He was tired, pale, almost worn out. The ceaseless grind of work, the frightful and increasing responsibilities imposed by the war, the cruel jibes of critics all over the country, had deepened the furrows in his brow and wasted his homely face. Every mail brought threats of assassination. The far-away, rapt look in his eyes, the pitiful droop of his strong mouth, the pathetic sloping of his tall, black-clad figure, gave evidence of the strain upon him.

“Gentlemen,” he said, with a smile that lit up his wonderful face, “suppose all the property you were worth was in gold, and you had put it in the hands of Blondin [the famous tight-rope walker] to carry across the Niagara River on a rope. Would you shake the cable, or keep shouting at him, ‘Blondin, stand up a little straighter—Blondin, stoop a little more—go a little faster—lean a little more to the north—lean a little more to the south’? No, you would hold your breath, as well as your tongue, and keep your hands off until he was safe over. The Government’s carrying an enormous weight. Untold treasures are in their hands. They are doing the best they can. Don’t badger them. Keep silence, and we will get you safe across.”

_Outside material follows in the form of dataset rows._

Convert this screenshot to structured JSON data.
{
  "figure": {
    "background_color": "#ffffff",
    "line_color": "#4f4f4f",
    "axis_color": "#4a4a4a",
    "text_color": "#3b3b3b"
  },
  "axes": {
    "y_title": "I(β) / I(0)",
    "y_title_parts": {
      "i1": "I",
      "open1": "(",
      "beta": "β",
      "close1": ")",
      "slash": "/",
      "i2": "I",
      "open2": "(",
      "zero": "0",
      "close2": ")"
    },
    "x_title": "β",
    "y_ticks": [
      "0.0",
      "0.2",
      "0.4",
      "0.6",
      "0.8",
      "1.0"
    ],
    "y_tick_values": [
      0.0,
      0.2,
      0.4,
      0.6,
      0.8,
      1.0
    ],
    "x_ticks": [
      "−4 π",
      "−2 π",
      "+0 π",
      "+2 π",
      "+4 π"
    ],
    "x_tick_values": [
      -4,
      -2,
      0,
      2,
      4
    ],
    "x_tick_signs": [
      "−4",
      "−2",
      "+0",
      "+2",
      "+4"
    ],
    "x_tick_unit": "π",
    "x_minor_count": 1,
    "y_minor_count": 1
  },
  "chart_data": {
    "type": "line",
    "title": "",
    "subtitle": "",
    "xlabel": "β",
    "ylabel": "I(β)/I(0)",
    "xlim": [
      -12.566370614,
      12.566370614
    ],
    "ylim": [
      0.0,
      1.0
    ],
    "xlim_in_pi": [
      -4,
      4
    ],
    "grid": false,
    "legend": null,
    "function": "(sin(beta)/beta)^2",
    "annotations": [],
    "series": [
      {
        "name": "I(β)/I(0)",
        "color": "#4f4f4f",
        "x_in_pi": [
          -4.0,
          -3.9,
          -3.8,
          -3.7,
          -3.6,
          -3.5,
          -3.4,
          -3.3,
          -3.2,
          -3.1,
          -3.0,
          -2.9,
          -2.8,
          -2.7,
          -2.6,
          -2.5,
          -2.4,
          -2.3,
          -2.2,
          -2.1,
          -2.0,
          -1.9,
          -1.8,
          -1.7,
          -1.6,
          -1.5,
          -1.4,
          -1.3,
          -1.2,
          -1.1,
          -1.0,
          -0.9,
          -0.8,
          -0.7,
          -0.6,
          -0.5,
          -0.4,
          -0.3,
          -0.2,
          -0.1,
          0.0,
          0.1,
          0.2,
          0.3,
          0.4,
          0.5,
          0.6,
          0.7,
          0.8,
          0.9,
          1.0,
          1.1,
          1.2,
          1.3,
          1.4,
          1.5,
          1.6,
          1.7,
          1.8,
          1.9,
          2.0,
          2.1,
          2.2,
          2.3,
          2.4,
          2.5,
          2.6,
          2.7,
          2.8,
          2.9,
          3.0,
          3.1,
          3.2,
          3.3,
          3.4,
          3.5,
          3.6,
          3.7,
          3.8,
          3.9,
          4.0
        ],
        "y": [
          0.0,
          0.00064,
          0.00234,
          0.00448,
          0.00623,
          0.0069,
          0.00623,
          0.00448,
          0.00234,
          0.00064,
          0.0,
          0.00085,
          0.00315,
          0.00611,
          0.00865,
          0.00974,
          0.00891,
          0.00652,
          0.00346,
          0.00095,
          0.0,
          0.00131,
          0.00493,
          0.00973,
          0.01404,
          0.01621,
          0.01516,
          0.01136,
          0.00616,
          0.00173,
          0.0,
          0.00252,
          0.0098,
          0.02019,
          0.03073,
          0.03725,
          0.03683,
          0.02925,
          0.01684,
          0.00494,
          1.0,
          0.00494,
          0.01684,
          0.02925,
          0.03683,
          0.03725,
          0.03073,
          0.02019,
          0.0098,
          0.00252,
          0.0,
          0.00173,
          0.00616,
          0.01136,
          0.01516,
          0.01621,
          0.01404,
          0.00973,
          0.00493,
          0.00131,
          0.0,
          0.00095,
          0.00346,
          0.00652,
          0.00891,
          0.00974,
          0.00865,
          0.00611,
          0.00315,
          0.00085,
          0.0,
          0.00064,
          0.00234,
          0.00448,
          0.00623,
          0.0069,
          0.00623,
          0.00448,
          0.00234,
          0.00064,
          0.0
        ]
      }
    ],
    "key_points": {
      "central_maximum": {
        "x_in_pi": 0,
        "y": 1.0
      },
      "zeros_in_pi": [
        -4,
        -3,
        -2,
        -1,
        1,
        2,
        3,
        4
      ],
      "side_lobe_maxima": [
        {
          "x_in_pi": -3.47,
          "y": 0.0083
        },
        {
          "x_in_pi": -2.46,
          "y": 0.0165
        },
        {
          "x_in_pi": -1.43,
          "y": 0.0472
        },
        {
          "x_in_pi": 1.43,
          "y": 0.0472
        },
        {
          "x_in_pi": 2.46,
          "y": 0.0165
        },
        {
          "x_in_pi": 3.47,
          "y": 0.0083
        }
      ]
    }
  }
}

Lincoln did not fight battles himself, but he searched patiently for generals who could, and then he trusted them, and kept the public off their backs. As he said to General Grant, “If a man can’t skin, he must hold a leg while somebody else does.”

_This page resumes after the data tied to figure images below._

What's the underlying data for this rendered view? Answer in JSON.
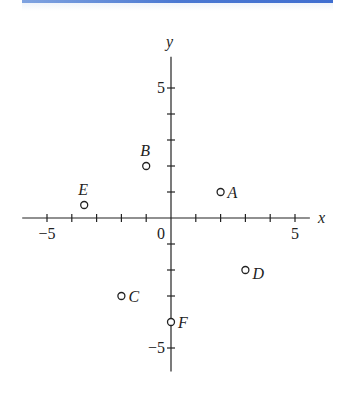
{
  "chart_data": {
    "type": "scatter",
    "title": "",
    "xlabel": "x",
    "ylabel": "y",
    "xlim": [
      -6,
      5.6
    ],
    "ylim": [
      -5.9,
      6.2
    ],
    "x_ticks": [
      -5,
      -4,
      -3,
      -2,
      -1,
      1,
      2,
      3,
      4,
      5
    ],
    "y_ticks": [
      -5,
      -4,
      -3,
      -2,
      -1,
      1,
      2,
      3,
      4,
      5
    ],
    "x_tick_labels": [
      {
        "value": -5,
        "text": "−5"
      },
      {
        "value": 0,
        "text": "0"
      },
      {
        "value": 5,
        "text": "5"
      }
    ],
    "y_tick_labels": [
      {
        "value": 5,
        "text": "5"
      },
      {
        "value": -5,
        "text": "−5"
      }
    ],
    "grid": false,
    "points": [
      {
        "label": "A",
        "x": 2,
        "y": 1,
        "label_side": "right"
      },
      {
        "label": "B",
        "x": -1,
        "y": 2,
        "label_side": "above"
      },
      {
        "label": "C",
        "x": -2,
        "y": -3,
        "label_side": "right"
      },
      {
        "label": "D",
        "x": 3,
        "y": -2,
        "label_side": "right"
      },
      {
        "label": "E",
        "x": -3.5,
        "y": 0.5,
        "label_side": "above"
      },
      {
        "label": "F",
        "x": 0,
        "y": -4,
        "label_side": "right"
      }
    ]
  },
  "colors": {
    "top_bar": "#4a78d2",
    "ink": "#222222"
  }
}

Imagine Lincoln, in his black frock coat and high hat, stealing out of the White House in the morning to kneel in the grass on the Mall and practice at a sheet of note paper with newly-invented rifles till the indignant sentries dash up shouting, to see the long figure unfold itself upward and recognize in the disturber the President of the United States!

Imagine him playing with his children on the White House lawn, “his coat-tails standing out straight and his black hair tousled this way and that” as he dashes about, chased by his shrieking playmates!

Imagine him again and again asking little girls to kiss him, snatching them to his thin breast, fondling them with tears in his eyes!

Imagine him watching through weary nights by his son’s deathbed, standing stricken beside the little coffin, and then, for the first time, turning to the Bible for consolation!

Imagine him entertaining his log-cabin cousin, Dennis Hanks, in the White House, and, when that simple soul disapproves of Secretary Stanton’s arrogance and urges him to “kick the frisky little Yankee out,” patiently answering, “It would be difficult to find another man to fill his place”!

Imagine him sitting in his nightshirt on the edge of young John Hay’s bed, night after night, reading doggerel verses from the newspapers, cracking jokes or reciting from Shakespeare!

Imagine him signing a pardon for a young soldier sentenced to be shot and hearing the sobs of that mother waiting outside, “Thank God! Thank Lincoln! Pardoned! Oh, my boy! my boy!”